Richard: The lives of all the women in the book are fascinating, whether they were interviewees themselves, or were their mothers, grandmothers or sisters. Very few Chinese women came to Australia prior to WWII and the Australian-born daughters were often tightly protected. The mother of one interviewee did come to Australia in 1903 and had bound feet and she led a lonely existence. Some fathers wanted to arrange marriages for their daughters here but met fierce resistance from their Australian-born daughters who had a more enlightened view of marriage.

What was most interesting?

Richard: Nine of the interviewees were born in Australia and three in China and so it was interesting to see how the two cultures intersected. Some Australian-born people learned Chinese and some of the culture and others were really ignorant about China and only spoke English. Some were taken to China as children so got immersed in the culture at an early age and others only made their first visit to China after they retired. But China generally loomed large in their lives.

What did you decide to leave out of the book?

Siaoman: We didn’t leave anything out really. All the stories are just as my mother wrote them. She wrote short background pieces before each chapter and we did modify those a bit. The book is very true to what my mother intended and we are pleased about that. In fact we put more into the book – maps, photographs, Chinese characters and footnotes, so if anything we enhanced it.

What made you decide to split up each person’s story across more than one chapter?

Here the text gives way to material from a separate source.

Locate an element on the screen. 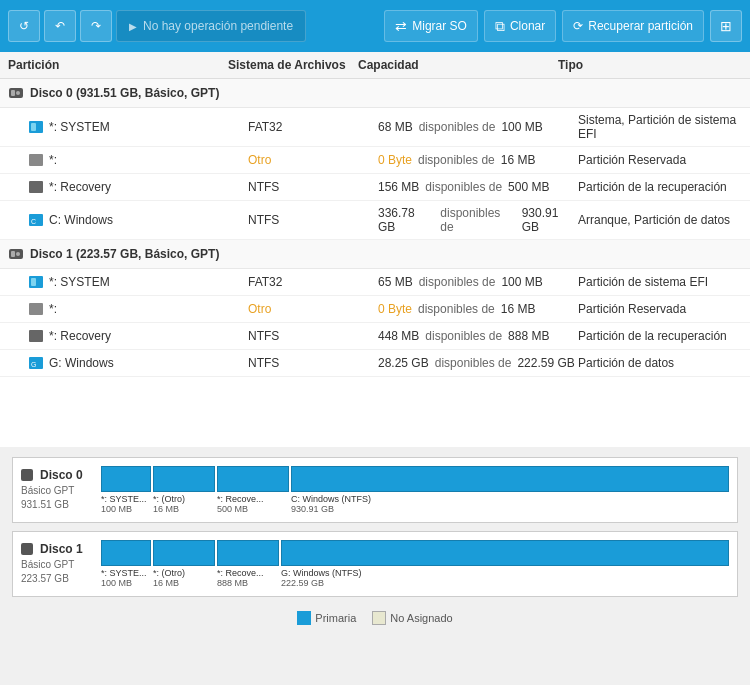 This screenshot has height=685, width=750. legend-primary-label: Primaria is located at coordinates (336, 618).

Richard: That was how Mavis set the book out. She wanted the reader to jump between stories and get a sense of the variety of experiences that each family had. There is a very loose narrative arc in that the earlier stories look back more the 1800s, the middle group have people describing their lives under the White Australia policy up to WWII and the latter group focussing more on post-war Australia and the end of the immigration restrictions.

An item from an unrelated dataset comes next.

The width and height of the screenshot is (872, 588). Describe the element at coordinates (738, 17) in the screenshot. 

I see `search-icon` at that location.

What message do you think the book conveys and what do you hope readers will take away from it?

Siaoman: That is a hard question as the book has so many lessons to share. For myself and for my mother in particular, I believe that understanding each other is the best way to achieve peace and prevent conflict. That can be on a person-to-person basis or between nations. If we don’t understand each, other it’s easy to become distrustful and suspicious. My mother didn’t want the Chinese in Australia to be seen as outsiders. They made their lives here, they were Australian. This is Australian history, although from a Chinese perspective, and I think that was certainly my mother’s view.

Is there anything that you would have done differently?

Richard: Nothing really, as everything turned out beyond our expectations. If we had known how accommodating SUP has been with two novice book editors we may have asked for more photographs to go in the book! We collected so many wonderful old pictures from all the families that it was a hard decision to cull many of them.

South Flows the Pearl has been well received in the community, how do you think Mavis would have felt about this?

Siaoman: My mother would have been so proud. She was a very humble person and not at all materialistic. She lived a very simple and disciplined life. However, I believe she always harboured a secret desire to be a writer and while she would have been very flattered about all the positive attention the book has received, I think that deep down she would have been so proud of what she has achieved. She has given the country a great gift.

 

South Flows the Pearl is part of the China and the West in the Modern World series published by Sydney University Press. The focus of this series is how ideas, beliefs and cultural practices in China and Western nations are understood – or sometimes misunderstood by both parties. Other books in this series are Made in Chinatown and the Poison of Polygamy.

 

The Institute for Australian and Chinese Arts and Culture (IAC) at Western Sydney University hosts the Chinese Australian History Series. The opening session of Season 3 features a conversation about South Flows the Pearl.
Opened by Dr Stephen FitzGerald AO, the conversation features Siaoman Yen and Richard Horsburgh and it focuses on the book and the stories behind it.